Mr. Hayman says we can say for him that we have the prettiest and most commodios [sic] theater in the State outside of San Francisco, and that it is perfect in all its appointments.
The acoustic properties of the building are excellent. Each line was as distinctly heard as could be. There is no difficulty in hearing at all in any part of the building. It is a credit to the architect and contractor, T. J. Ludwig.
The painting and graining by C. M. Bumbaugh, is the best in Santa Rosa.
The drapery about the boxes is splendid and is the work of Doubleday Bros.
We must give credit to Mr. Lyons, who has been the foreman of the construction ever since the foundation was laid, for the evident excellence of his work.
The opening was a brilliant success, and to the Board of Directors and officers…we extend the congratulations and thanks of this entire community.
– Sonoma Democrat, July 11 1885
The Athenaeum.
Arrangements were completed on Monday to have a sectional floor put in the Athenaeum, so that balls and parties can be given in the main room. This will make a floor of 100×50, and will contain no seats. It will be completed by New Year’s eve, and has been engaged by the Knights of Pythias for that occasion.
– Sonoma Democrat, December 5 1885
New Enterprise.
Mr. O. Howell signed a five years’ lease with the managers of the Athenaeum Saturday morning, for the large storeroom under the west half of the theater, where he will open a central market.
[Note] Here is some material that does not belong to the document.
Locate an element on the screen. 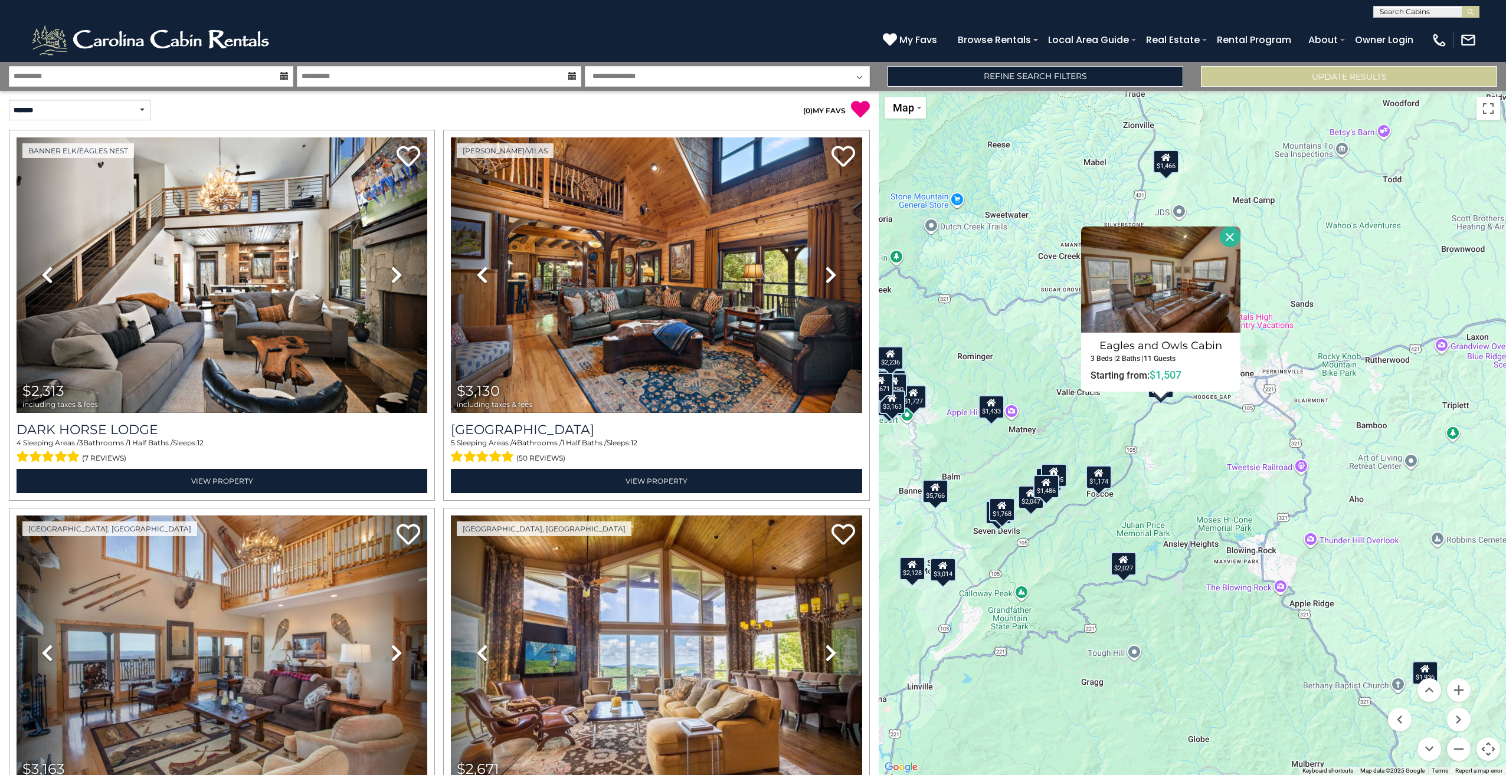 Image resolution: width=1506 pixels, height=775 pixels. div: $1,486 is located at coordinates (1047, 487).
It is Mr. Howell’s intention to supply a want long felt, viz: a place where the housewife can do her morning marketing in the one store, or as it should more properly be called, the market. There will be the grocery department, butcher’s stalls, greengrocer’s stalls, fresh fish and oyster department, flour and feed department, poultry and game department and lunch counter, where the farmers and their families, when in town over the dinner hour, can partake of a lunch without the expense of the restaurants and hotels. This market will not only be a great success to its projector, but will be hailed as a solution to the problem of the housewife and busy husband, “What shall I get for dinner?” or supper, as the case may be. Many a lady dreads the Saturday’s marketing, because she knows that she will perhaps have to walk over the whole town before completing her purchases, but when the new central market is opened it will be different; she may do all of her marketing in the one building, and her purchases will be delivered at the same time. Mr. Howell has undertaken no small job in consummating his plans to a successful issue, and he appreciates his situation and enters into it with the determination of making it one of the successful and useful institutions of Santa Rosa.